Filed in 1999 – Montoy vs State – The 1992 formula did not adequately recognize that some kids cost more to educate than others, resulting in an inequitable distribution of funding across the state. The trial court found the formula blatantly unconstitutional and ordered the state to fund the actual costs of educating Kansas kids. The legislature did a cost study to find the appropriate amount of needed funding. The cost study found the state to be about $1 billion short of funding actual costs. The Kansas Supreme Court validated the trial court decision in 2005. The legislature reacted in 2005 and 2006 with a multi-year, phased in increase which more equitably distributed funding and added $755 million per year to school funding.
2009 – As the economy soured the state began to CUT school funding by $511 million per year rather than raise the agreed amount of revenue. The phased in funding plan was not completed.
2010 – Schools For Fair Funding, representing 52 school districts and 144,792 kids in Kansas (approximately 32% of the kids in the state) filed the Gannon vs State case asking that funding cuts be restored.
2012 – The state revenue shortage increased substantially as the state eliminated state income tax on many businesses and individuals causing the state to claim that it could not afford to fund the schools.
2013 – A three judge panel in Topeka unanimously found the school finance system unconstitutional again. The case was appealed to the Kansas Supreme Court.
2014 – The Kansas Supreme Court ruled unanimously that the state failed to equitably fund education in Kansas, meaning students in less wealthy districts did not have access to the same level of education resources as wealthier districts. The court also sent back to the three judge panel the issue of whether the state was adequately funding education based on the Rose standards.

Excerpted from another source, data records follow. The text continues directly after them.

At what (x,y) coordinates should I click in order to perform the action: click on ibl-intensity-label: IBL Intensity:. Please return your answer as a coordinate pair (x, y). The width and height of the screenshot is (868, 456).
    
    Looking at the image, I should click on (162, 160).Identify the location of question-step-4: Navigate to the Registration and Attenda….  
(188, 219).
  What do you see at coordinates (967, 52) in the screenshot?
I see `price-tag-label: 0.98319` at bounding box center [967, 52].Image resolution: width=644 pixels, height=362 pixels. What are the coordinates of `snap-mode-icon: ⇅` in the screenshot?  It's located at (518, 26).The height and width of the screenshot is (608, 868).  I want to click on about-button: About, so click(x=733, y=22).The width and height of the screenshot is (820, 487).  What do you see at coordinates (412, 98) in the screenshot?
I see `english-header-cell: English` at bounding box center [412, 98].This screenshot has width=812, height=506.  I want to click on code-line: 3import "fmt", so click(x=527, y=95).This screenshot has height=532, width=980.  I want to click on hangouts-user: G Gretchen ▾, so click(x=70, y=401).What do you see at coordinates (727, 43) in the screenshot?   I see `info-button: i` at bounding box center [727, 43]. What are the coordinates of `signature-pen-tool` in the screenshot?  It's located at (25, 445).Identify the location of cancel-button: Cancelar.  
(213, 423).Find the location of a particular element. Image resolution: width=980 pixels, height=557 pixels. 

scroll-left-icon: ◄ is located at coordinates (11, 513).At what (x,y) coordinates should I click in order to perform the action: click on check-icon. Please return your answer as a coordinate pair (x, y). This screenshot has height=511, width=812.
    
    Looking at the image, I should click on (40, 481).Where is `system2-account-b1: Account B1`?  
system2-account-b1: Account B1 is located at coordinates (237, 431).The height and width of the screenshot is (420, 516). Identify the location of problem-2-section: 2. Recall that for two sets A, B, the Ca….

2014 – During the 2014 legislative session, the Kansas Legislature and the Governor approved a school funding bill adding $130 million funding to address the equity issue. The bill also contained about a dozen non-related policy revisions, including reduced funding for at risk students, addition of private school vouchers, elimination of new facilities money, elimination of tenure rights for teachers and establishment of a school efficiency commission.
Present – A ruling is pending from the three judge panel on the issue of adequacy. A decision is likely to be appealed to the Kansas Supreme Court. Legislative action prior to any decision by the Kansas Supreme Court would be premature.